Context matters more than frequency. Knowing you last talked to someone six months ago is less useful than knowing you last talked right before their surgery. The tools that let you add meaningful notes beat those that just track dates.
Reminders should feel helpful, not nagging. If you start ignoring notifications, the system has failed. Adjust the timing or frequency until it feels supportive. Maybe daily reminders stress you out but monthly feels right. Trust your gut.
Flexibility beats perfection. Systems that let you skip a week without guilt are sustainable. Systems that make you feel like you're failing when life gets busy are not. Build in forgiveness. A good tool accommodates your humanity.
The human element never disappears. No app can make you care about keeping contact. These tools work for people who already value their relationships but need help with execution. If you're not motivated to maintain connections, no reminder system will fix that. Start with why these people matter to you. The tools just make acting on that why easier.
Choosing Your Right Tool
Match the tool to your situation, not the other way around.
Phone reminders and calendar events: Best for maintaining 5-10 close relationships. Zero learning curve. Requires discipline to check and update.
Simple reminder apps with tags: Good for 10-20 people. Adds organization without much complexity. Still requires manual input.
Dedicated relationship apps (Monica, Clay): Ideal for 20-100 contacts. Offers rich context and history. Requires setup time and regular use to justify the investment.
AI assistants (Extndly): Makes sense for 50+ contacts or when you want intelligent prompting without manual tracking. Requires trusting an AI with your relationship data—choose one with strong privacy policies.
Custom systems (Airtable, Notion): Perfect for people who love building their own workflows and have specific needs. High setup time, but unlimited flexibility.
Most people should start with phone reminders. Master contacting five people consistently. Only then consider upgrading. The fanciest tool in the world is worthless if you don't use it.
Making It Stick
Here are five specific actions to take today, ranked by effort.
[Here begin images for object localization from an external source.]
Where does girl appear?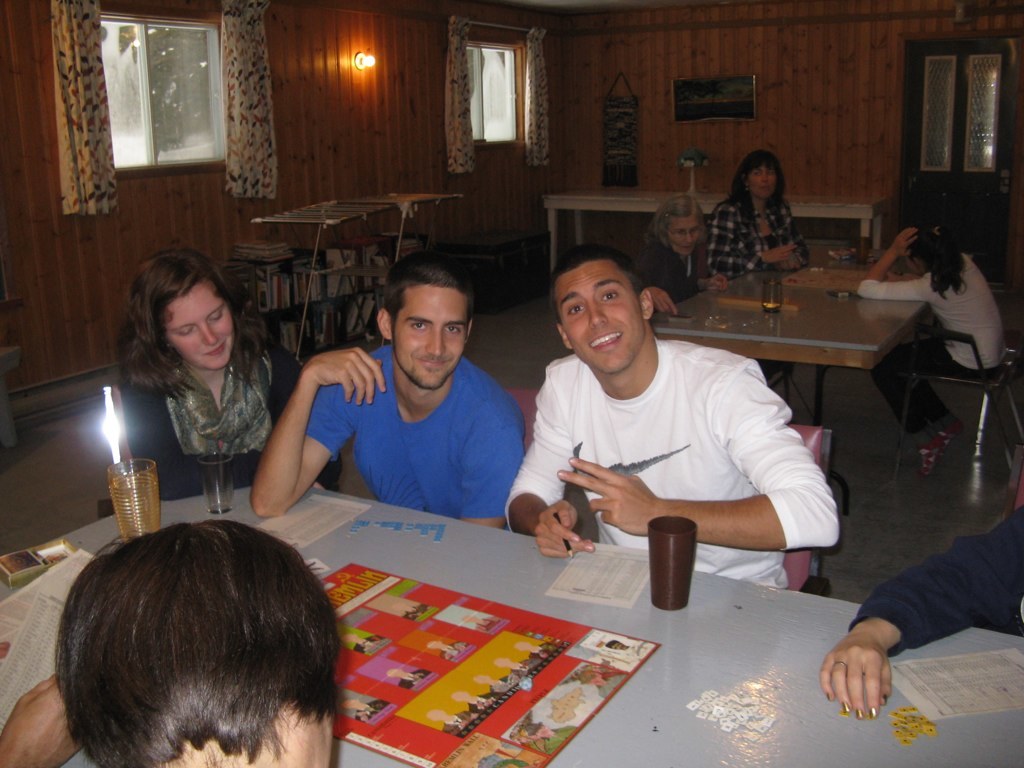
Appears at {"left": 860, "top": 215, "right": 1014, "bottom": 475}.
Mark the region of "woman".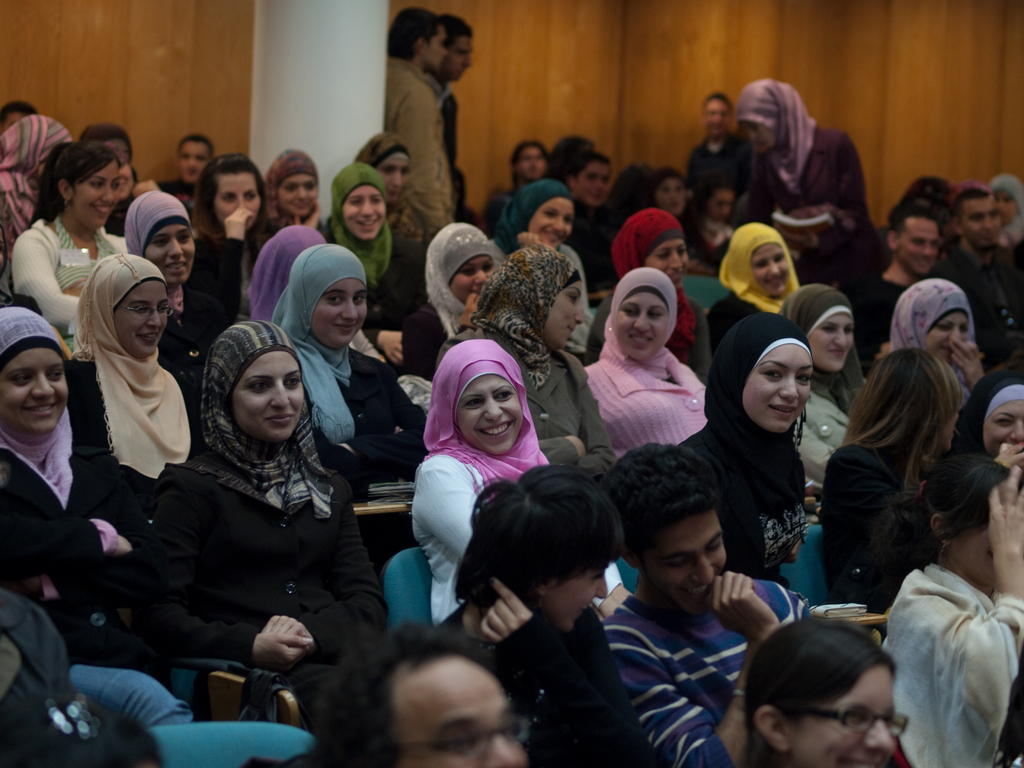
Region: Rect(605, 209, 700, 365).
Five minutes: Open your phone's reminders app. Create one recurring reminder for one person you care about. Set it to repeat weekly.
Fifteen minutes: Make a list of ten people you want to keep in better contact with. Put it in your notes app. Set a recurring calendar event to review this list every Sunday night.
Thirty minutes: Sign up for a free relationship management app. Add three people. Set one reminder. See how it feels.
One hour: Build a simple Airtable base with columns for Name, Last Contact Date, Next Reminder Date, and Notes. Add five people and set up the date calculations.
This week: Contact three people you've lost touch with. Don't explain your absence. Just ask how they are. The reconnection starts with showing up, not apologizing for being gone.
The best tool isn't the most expensive or feature-rich. It's the one that makes you slightly more likely to send a text today. Start there.
Your Network Is Built in Small Moments
Years from now, you won't remember which app you used. You'll remember that your friend called during a hard week, that your former colleague sent a job lead, that your aunt checked in after your move. Those moments happen because someone decided to act on a thought instead of letting it pass.
Tools make that decision easier. They turn "I should call her" into a notification you can act on immediately. They remove the friction between intention and action. That's all they do. But sometimes, that's everything.
Pick one thing from this article. Try it for two weeks. If it helps, keep it. If not, try something else. Your relationships are worth the experiment.